Under an EOR, the provider is the legal employer in-country and carries the local employer obligations; the precise allocation, indemnities and caps are set out in the Master Services Agreement. Under global payroll, you remain the legal employer and keep those obligations, while the provider is liable for accurate processing and filings, not for your employment decisions. Neither model removes local employment law. Teamed does not provide legal services and this is not legal advice.When should I move from EOR to my own entity and payroll?

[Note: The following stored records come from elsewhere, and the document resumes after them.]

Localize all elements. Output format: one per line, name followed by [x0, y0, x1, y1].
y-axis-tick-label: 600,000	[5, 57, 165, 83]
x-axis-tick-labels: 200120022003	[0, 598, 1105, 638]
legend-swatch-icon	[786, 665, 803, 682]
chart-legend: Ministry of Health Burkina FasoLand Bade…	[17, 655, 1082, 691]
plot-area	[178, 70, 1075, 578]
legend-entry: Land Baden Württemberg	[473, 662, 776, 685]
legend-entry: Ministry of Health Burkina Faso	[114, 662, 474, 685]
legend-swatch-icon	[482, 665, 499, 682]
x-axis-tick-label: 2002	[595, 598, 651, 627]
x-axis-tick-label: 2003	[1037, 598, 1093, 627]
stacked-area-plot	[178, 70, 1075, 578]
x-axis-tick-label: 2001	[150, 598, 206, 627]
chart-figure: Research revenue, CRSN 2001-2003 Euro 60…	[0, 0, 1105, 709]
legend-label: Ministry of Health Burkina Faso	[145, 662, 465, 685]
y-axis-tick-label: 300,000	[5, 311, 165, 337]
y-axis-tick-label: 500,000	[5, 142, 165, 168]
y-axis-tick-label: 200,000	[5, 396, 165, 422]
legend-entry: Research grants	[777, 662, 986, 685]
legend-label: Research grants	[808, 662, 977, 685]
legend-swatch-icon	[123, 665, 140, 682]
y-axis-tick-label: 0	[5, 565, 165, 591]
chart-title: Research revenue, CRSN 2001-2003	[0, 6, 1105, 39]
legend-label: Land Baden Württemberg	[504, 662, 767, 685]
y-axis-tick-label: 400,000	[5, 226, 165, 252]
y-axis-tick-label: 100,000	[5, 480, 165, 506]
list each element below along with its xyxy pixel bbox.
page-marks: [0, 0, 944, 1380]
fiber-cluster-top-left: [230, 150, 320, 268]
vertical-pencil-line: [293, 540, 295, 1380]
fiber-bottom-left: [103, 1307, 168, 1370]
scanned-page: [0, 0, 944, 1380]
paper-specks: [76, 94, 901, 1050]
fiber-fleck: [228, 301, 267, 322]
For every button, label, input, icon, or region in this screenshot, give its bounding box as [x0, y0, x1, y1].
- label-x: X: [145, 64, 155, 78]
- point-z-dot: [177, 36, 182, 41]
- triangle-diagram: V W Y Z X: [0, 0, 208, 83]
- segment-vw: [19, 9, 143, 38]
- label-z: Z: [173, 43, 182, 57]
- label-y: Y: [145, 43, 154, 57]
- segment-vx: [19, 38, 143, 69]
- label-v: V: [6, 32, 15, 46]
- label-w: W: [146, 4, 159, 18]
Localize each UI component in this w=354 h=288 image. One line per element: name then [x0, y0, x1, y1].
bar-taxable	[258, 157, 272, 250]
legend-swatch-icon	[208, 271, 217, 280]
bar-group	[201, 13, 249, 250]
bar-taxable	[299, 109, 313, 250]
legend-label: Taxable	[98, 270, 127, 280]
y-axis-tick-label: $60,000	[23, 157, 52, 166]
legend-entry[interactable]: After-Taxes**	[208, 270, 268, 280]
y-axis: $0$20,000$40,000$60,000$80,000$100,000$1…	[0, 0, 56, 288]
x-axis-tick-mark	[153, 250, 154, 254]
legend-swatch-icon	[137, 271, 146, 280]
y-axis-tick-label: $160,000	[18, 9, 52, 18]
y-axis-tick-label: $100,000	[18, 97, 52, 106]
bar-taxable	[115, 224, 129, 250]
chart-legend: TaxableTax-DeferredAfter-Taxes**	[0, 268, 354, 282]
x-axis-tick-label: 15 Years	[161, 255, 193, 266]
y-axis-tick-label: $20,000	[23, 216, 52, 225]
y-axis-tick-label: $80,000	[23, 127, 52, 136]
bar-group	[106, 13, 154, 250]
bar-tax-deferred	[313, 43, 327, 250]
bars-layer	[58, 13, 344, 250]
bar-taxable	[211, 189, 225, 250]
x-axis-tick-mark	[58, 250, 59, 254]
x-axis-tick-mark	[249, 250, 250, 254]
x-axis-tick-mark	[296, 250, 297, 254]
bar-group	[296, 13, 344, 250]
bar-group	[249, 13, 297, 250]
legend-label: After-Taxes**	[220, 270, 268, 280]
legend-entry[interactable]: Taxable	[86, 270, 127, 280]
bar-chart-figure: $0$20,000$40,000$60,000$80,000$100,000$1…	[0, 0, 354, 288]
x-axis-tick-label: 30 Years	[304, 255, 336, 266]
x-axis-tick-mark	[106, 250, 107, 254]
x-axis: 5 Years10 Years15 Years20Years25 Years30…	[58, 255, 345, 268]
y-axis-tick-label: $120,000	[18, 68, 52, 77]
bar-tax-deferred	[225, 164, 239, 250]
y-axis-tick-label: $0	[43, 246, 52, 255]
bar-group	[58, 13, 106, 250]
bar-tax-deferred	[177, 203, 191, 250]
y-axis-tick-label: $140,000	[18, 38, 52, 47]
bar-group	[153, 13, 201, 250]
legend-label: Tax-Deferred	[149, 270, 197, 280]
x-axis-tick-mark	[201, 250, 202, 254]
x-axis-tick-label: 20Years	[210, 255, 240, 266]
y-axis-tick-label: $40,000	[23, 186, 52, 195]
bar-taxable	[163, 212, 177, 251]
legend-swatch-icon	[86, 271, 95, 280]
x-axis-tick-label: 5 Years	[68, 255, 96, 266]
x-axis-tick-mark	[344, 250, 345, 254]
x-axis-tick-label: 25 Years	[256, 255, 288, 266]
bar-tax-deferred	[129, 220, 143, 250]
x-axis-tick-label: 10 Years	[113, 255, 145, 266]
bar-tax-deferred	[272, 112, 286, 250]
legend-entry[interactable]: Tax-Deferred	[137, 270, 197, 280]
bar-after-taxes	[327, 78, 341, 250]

As a rough guide, EOR stays the simpler and cheaper structure at a small headcount in a single country. As you add full-time employees there, the cumulative per-seat EOR fee approaches the fixed cost of a registered entity, a local director where needed, bookkeeping and annual filings, at which point your own entity plus global payroll is cheaper per head. The exact crossover is country-specific, so Teamed models it per country, sets up your own entity via GEMO in 90+ countries, and keeps running the payroll on the same system with no re-onboarding.Does global payroll make the provider my employees' employer?
No. A global payroll provider is a processor, not an employer. It calculates pay, tax and statutory contributions and pays your staff, but you remain the legal employer through your own entity, with all the employer obligations that carries. The only way to make a provider the legal employer is the EOR model, where the EOR employs your people through its own entity.
Common questions
EOR vs global payroll, which does a company expanding into a new country need?
It depends on one thing: whether you already have a legal entity in that country. If you do not, you need an Employer of Record, because the EOR is the legal employer through its own entity and lets you hire without standing one up. If you already operate there, you need global payroll, which processes the pay while you stay the employer. A company expanding into a brand-new country almost always starts on EOR, then crosses over to its own entity plus global payroll once headcount makes that cheaper per head. Teamed runs the EOR in 180+ countries and, via GEMO, sets up and runs your own entity in 90+ countries on the same system, so the transition is one continuous move rather than a vendor switch.Can one provider handle both EOR and global payroll across my countries?
Yes. The advantage of a single provider is one system and a clean migration path. Teamed is the EOR in the countries where you have no entity and runs payroll within that employment, and where you have your own entity it runs global payroll on it. When a country crosses over from EOR to your own entity, GEMO migrates it on the same platform with no re-onboarding, so the employee data, contracts and history move with them. That avoids running two vendors and reconciling two reports every time a country changes model.
For the buying committee
Share with your team
Send this page to legal, finance, or HR for review. They will see the same statutory data and source citations you did.
Get the right model mapped to each of your countries.
Send us your countries and where you already have entities. A real HR or legal expert returns a per-country plan, EOR where you have no entity, payroll where you do, with the crossover modelled. No demo, no commitment.
The honest path
Want the Global Payroll comparison run on your numbers?
Tell us your headcount and where you're hiring. A real HR or legal expert sends back a like-for-like breakdown with the FX shown against mid-market. No demo, no deck.